I heard Theo Bleckmann perform Duet For One at a Bar Mitzvah, his gift to the initiate. He is both performer and composer here; the music displays his extraordinary vocal range, not to mention stamina.
Read MoreI was twenty-three and living in Cambridge, England. My new soprano friend Amanda Dean introduced me to the music of Judith Weir through a wonderful performance of her 1979 monodrama King Harald’s Saga. “Harald” is described as a grand opera in three acts with an overall duration of slightly under ten minutes. And it’s a monodrama in the purest sense, in that the solo soprano is unaccompanied by instruments. Weir’s incisive blend of wit and drama recreates the foolhardy expedition of a Norwegian king to conquer England.
Read MoreOkay, perhaps on another beautiful day in Berkshires I shouldn’t wave goodbye so quickly to summer. Igor Severyanin’s poem beholds daisies in perfect summer bloom, and Rachmaninoff doesn’t hold back.
Read MoreThis week I am in the Berkshires, preparing for a performance at Tanglewood of my Variations on a Summer Day, songs which in part were previewed on the NYFOS Next series two years ago. Songs about summer, and about mountains, spring to mind. I am numbering these days of perfection, sad for them to end but already making plans for the fall. Over and again I am hearing Robert Schumann’s song Des Sennen Abschied, to Friedrich Schiller’s poem, their farewell to the willows and wells of water and flowers of the season.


WORK TASK: Where a line contains "Click and drag to select <b>human nose</b>.", begin there and restate word for word every line to the end of the entries below, pictures excluded.

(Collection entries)
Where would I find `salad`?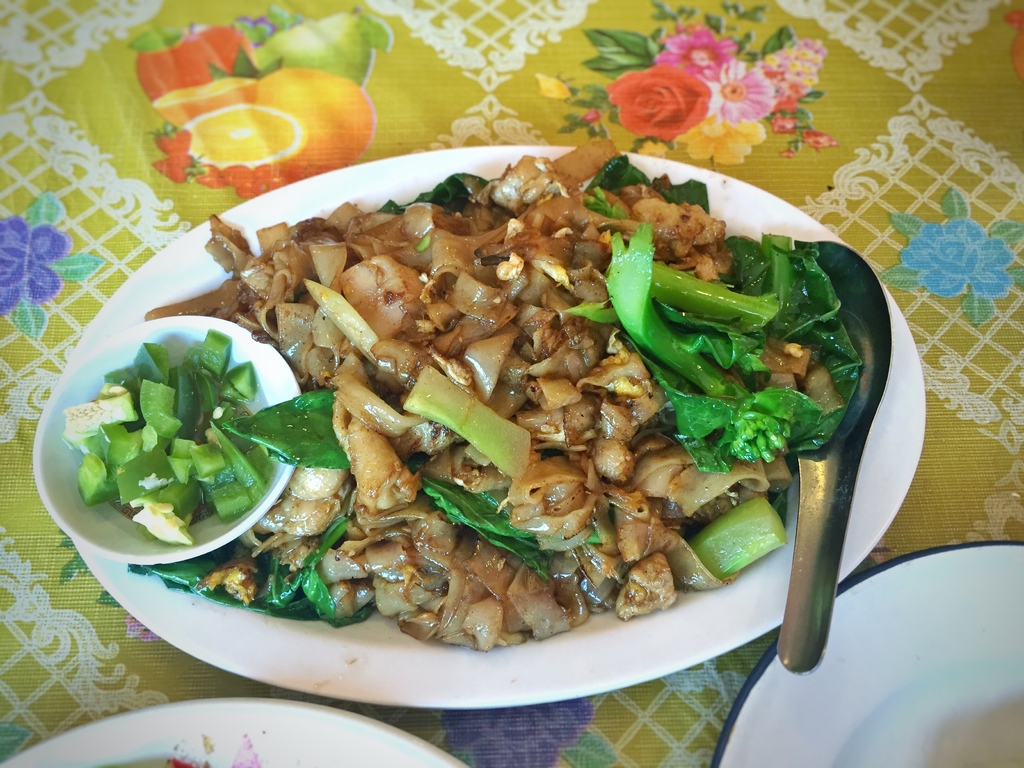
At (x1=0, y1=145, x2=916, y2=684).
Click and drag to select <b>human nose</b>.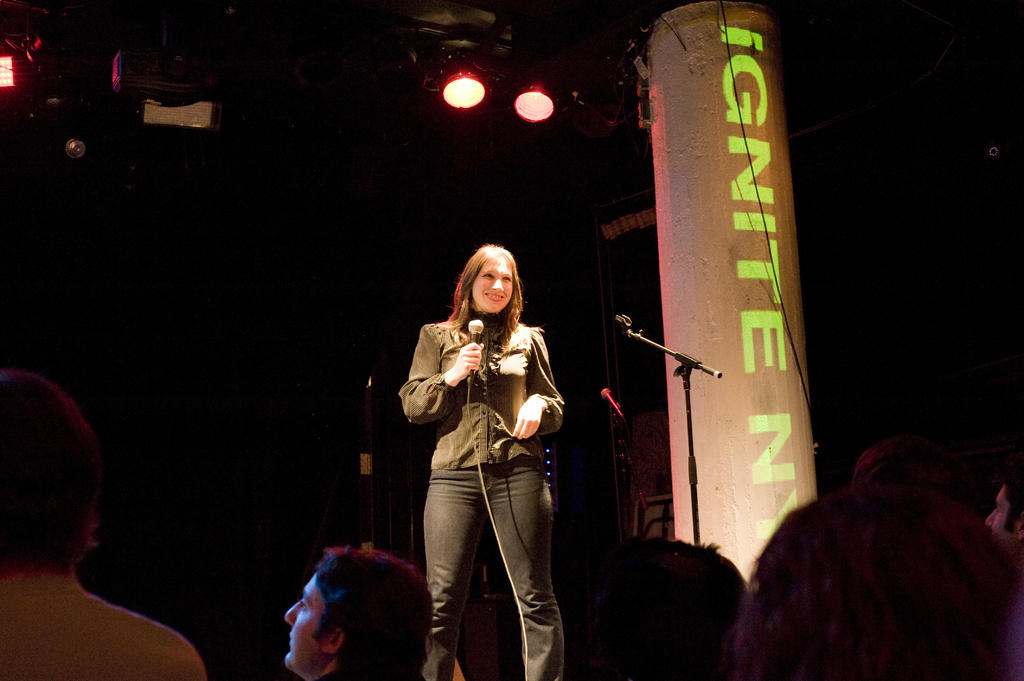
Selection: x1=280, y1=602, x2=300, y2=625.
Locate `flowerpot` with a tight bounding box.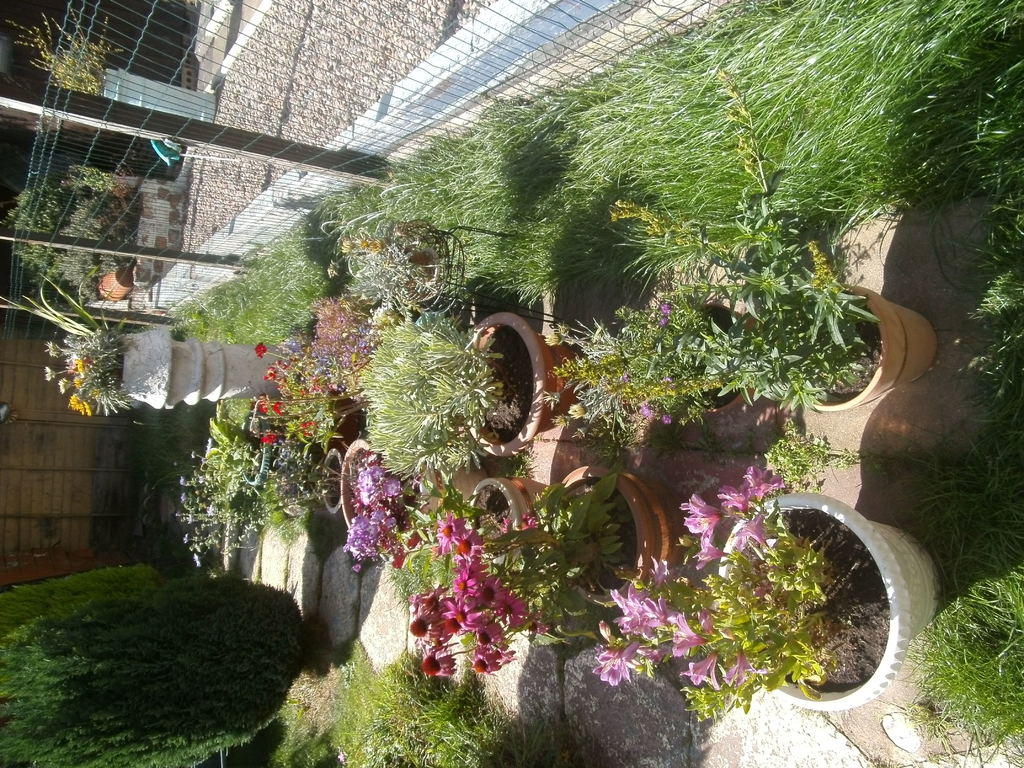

TASK RESPONSE:
Click and drag to select <b>human nose</b>.
Selection: x1=280, y1=602, x2=300, y2=625.
Locate `flowerpot` with a tight bounding box.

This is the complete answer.